Monday, 2 February 2015

SETTING YOUR GOALS

 What do you want people to be able to accomplish on your web site? Are your visitors looking for specific information on how to do something? Are they going to read through each page in turn, going on only when they’re done with the page they’re reading? Are they just going to start at your home page and wander aimlessly around, exploring your world until they get bored and go somewhere else?

Suppose that you’re creating a website that describes the company where you work. Some people visiting that website might want to know about job openings. Others might want to know where the company actually is located. Still others might have heard that your company makes technical white papers available over the net, and they want to download the most recent version of a particular paper.  Each of these goals is valid, so you should list each one.
For a shopping catalog website, you might have only a few goals: to enable your visitors to browse the items you have for sale by name or price , and to order specific items after they’re done browsing.
For a personal or special-interest website, you might have only a single goal: to enable your visitors to browse and explore the information you’ve provided.
If you’re designing web pages for someone else—for example, if you’re creating the website for your company or if you’ve been hired as a consultant – having a set of goals for the should have before you create a single page. The ideas you have for the website might end up doing a lot of work than has to be thrown away.

BREAKING UP YOUR CONTENT INTO MAIN TOPICS
With your goals in mind, try to organize your content into main topics or sections. Chunking related information together under a single topic. Sometimes the goals you came up with in the preceding section and your list of topics will be closely related for example, if you’re putting together a web page for a bookstore, the goal of being able to order books fits nicely under a topic called, appropriately, “ordering books”.

You don’t have to be exact at this point to development. Your goal here is just to try to come up with an idea of what. Specifically, you’ll be describing in your web pages. You can organize the information better later, as you write the actual pages.

Suppose that you’re designing a website about how to tune up your car. This example is simple because tune-up consists of a concrete sat of steps that fit neatly into topic headings. In this example, your topics might include the following:

·         Change the oil and oil filter
·         Check and adjust engine timing
·         Check and adjust valve clearances
·         Check and replace the spark plugs
·         Check fluid levels, belts, and hoses

Don’t worry about the order of the steps or how you’re going to get your visitors to go from one section to another. Just list the points you want to describe in your website.
How about a less task-oriented example? Suppose that you want to create a set of web pages about a particular rock band because you’re a big fan, and you’re sure other fans would benefit from your extensive knowledge. Your topics might be as follows:

·         The history of the band
·         Biographies of each of the bad members
·         A discography all the albums and singles the band has released
·         Selected lyrics

·         Images of album covers information about upcoming shows and future albums
You can come up with as many topics as you want, but try to keep each topic reasonably short. Short .if a single topic seems too large, try to break it up into subtopics. If you have too many small topics, try to group them together into a more general topic heading. For example, if you’re creating an online encyclopedia of poisonous plants, having individual topics for each plant would be overkill. You can just as easily group each plant name under a letter of the alphabet (A,B,C, A and so on) and use each letter as a topic. That’s assuming, of course, that your visitors will be looking up information in your encyclopedia alphabetically. If they want to look up poisonous plants by using some other method, you’d need to come up with another system of organization as well.
Your goal is to have a set of topics that are roughly the same size and that group together related bits of information you have to present.

IDEAS FOR ORGANIZATION AND NAVIGATION
At this point, you should have a good idea of what you want to talk about as well as a list of topics. The next step is to actually start structuring the information you have into a set of web pages. Before you do that, however, consider some standard structures that have been used in other help systems and online tools. This section describes some of these structures, their various features, and some important considerations, including the following:

·         The kinds of information that work well for each structure
·         How visitors find their way through the content of each structure type to find what they need

·         How to make sure that visitors can figure out where they are within your documents (context) and find their way back to a known position as you read this section, think about information might fit into one of these structures or how you could combine these structures to create a new structure for you website.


» **What needs to be done**:
An exact transcript of all the records is required, with nothing left out.

(Records from a dataset)
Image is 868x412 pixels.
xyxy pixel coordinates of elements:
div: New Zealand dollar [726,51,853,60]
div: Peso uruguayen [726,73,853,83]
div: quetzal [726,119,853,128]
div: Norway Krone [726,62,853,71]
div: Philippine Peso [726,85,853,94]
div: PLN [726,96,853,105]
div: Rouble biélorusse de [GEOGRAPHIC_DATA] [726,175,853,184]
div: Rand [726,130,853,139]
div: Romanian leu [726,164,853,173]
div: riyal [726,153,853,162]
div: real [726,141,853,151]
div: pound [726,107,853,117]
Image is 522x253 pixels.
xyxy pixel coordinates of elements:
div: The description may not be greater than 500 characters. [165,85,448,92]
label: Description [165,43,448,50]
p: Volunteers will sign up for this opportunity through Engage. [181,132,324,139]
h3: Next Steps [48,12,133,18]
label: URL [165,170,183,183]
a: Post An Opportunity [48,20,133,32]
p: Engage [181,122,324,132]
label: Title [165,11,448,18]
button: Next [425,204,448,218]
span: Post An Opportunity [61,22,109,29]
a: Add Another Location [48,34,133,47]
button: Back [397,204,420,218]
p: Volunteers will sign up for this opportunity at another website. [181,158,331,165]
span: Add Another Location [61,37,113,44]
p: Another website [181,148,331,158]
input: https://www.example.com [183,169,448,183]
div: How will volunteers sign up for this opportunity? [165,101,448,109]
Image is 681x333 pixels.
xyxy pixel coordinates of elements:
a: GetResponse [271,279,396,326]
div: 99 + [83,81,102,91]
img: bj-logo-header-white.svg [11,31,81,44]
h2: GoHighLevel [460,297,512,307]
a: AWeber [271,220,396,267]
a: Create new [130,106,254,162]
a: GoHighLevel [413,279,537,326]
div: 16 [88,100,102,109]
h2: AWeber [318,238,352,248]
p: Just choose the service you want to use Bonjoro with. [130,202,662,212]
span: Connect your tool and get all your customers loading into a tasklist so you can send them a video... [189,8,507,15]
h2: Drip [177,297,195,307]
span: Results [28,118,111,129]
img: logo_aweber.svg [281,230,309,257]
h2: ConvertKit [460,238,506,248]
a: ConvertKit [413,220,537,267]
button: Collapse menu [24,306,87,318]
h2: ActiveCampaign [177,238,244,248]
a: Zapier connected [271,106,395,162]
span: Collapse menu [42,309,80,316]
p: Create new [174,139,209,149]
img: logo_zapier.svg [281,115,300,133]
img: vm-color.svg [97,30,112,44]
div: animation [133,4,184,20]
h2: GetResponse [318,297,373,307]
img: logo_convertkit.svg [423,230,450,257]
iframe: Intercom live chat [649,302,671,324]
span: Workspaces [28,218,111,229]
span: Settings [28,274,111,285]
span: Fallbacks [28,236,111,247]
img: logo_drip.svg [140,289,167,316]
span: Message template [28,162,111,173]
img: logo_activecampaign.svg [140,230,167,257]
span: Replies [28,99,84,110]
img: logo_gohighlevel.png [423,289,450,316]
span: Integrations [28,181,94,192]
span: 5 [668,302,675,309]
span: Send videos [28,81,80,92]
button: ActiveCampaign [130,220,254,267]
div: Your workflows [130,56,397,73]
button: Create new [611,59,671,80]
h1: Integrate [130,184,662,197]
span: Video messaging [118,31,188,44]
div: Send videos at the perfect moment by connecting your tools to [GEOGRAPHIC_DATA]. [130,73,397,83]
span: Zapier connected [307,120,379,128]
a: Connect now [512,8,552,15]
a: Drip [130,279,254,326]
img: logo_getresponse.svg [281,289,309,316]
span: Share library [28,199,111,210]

» **Answer area**:
Image is 868x412 pixels.
xyxy pixel coordinates of elements:
div: New Zealand dollar [726,51,853,60]
div: Peso uruguayen [726,73,853,83]
div: quetzal [726,119,853,128]
div: Norway Krone [726,62,853,71]
div: Philippine Peso [726,85,853,94]
div: PLN [726,96,853,105]
div: Rouble biélorusse de [GEOGRAPHIC_DATA] [726,175,853,184]
div: Rand [726,130,853,139]
div: Romanian leu [726,164,853,173]
div: riyal [726,153,853,162]
div: real [726,141,853,151]
div: pound [726,107,853,117]
Image is 522x253 pixels.
xyxy pixel coordinates of elements:
div: The description may not be greater than 500 characters. [165,85,448,92]
label: Description [165,43,448,50]
p: Volunteers will sign up for this opportunity through Engage. [181,132,324,139]
h3: Next Steps [48,12,133,18]
label: URL [165,170,183,183]
a: Post An Opportunity [48,20,133,32]
p: Engage [181,122,324,132]
label: Title [165,11,448,18]
button: Next [425,204,448,218]
span: Post An Opportunity [61,22,109,29]
a: Add Another Location [48,34,133,47]
button: Back [397,204,420,218]
p: Volunteers will sign up for this opportunity at another website. [181,158,331,165]
span: Add Another Location [61,37,113,44]
p: Another website [181,148,331,158]
input: https://www.example.com [183,169,448,183]
div: How will volunteers sign up for this opportunity? [165,101,448,109]
Image is 681x333 pixels.
xyxy pixel coordinates of elements:
a: GetResponse [271,279,396,326]
div: 99 + [83,81,102,91]
img: bj-logo-header-white.svg [11,31,81,44]
h2: GoHighLevel [460,297,512,307]
a: AWeber [271,220,396,267]
a: Create new [130,106,254,162]
a: GoHighLevel [413,279,537,326]
div: 16 [88,100,102,109]
h2: AWeber [318,238,352,248]
p: Just choose the service you want to use Bonjoro with. [130,202,662,212]
span: Connect your tool and get all your customers loading into a tasklist so you can send them a video... [189,8,507,15]
h2: Drip [177,297,195,307]
span: Results [28,118,111,129]
img: logo_aweber.svg [281,230,309,257]
h2: ConvertKit [460,238,506,248]
a: ConvertKit [413,220,537,267]
button: Collapse menu [24,306,87,318]
h2: ActiveCampaign [177,238,244,248]
a: Zapier connected [271,106,395,162]
span: Collapse menu [42,309,80,316]
p: Create new [174,139,209,149]
img: logo_zapier.svg [281,115,300,133]
img: vm-color.svg [97,30,112,44]
div: animation [133,4,184,20]
h2: GetResponse [318,297,373,307]
img: logo_convertkit.svg [423,230,450,257]
iframe: Intercom live chat [649,302,671,324]
span: Workspaces [28,218,111,229]
span: Settings [28,274,111,285]
span: Fallbacks [28,236,111,247]
img: logo_drip.svg [140,289,167,316]
span: Message template [28,162,111,173]
img: logo_activecampaign.svg [140,230,167,257]
span: Replies [28,99,84,110]
img: logo_gohighlevel.png [423,289,450,316]
span: Integrations [28,181,94,192]
span: 5 [668,302,675,309]
span: Send videos [28,81,80,92]
button: ActiveCampaign [130,220,254,267]
div: Your workflows [130,56,397,73]
button: Create new [611,59,671,80]
h1: Integrate [130,184,662,197]
span: Video messaging [118,31,188,44]
div: Send videos at the perfect moment by connecting your tools to [GEOGRAPHIC_DATA]. [130,73,397,83]
span: Zapier connected [307,120,379,128]
a: Connect now [512,8,552,15]
a: Drip [130,279,254,326]
img: logo_getresponse.svg [281,289,309,316]
span: Share library [28,199,111,210]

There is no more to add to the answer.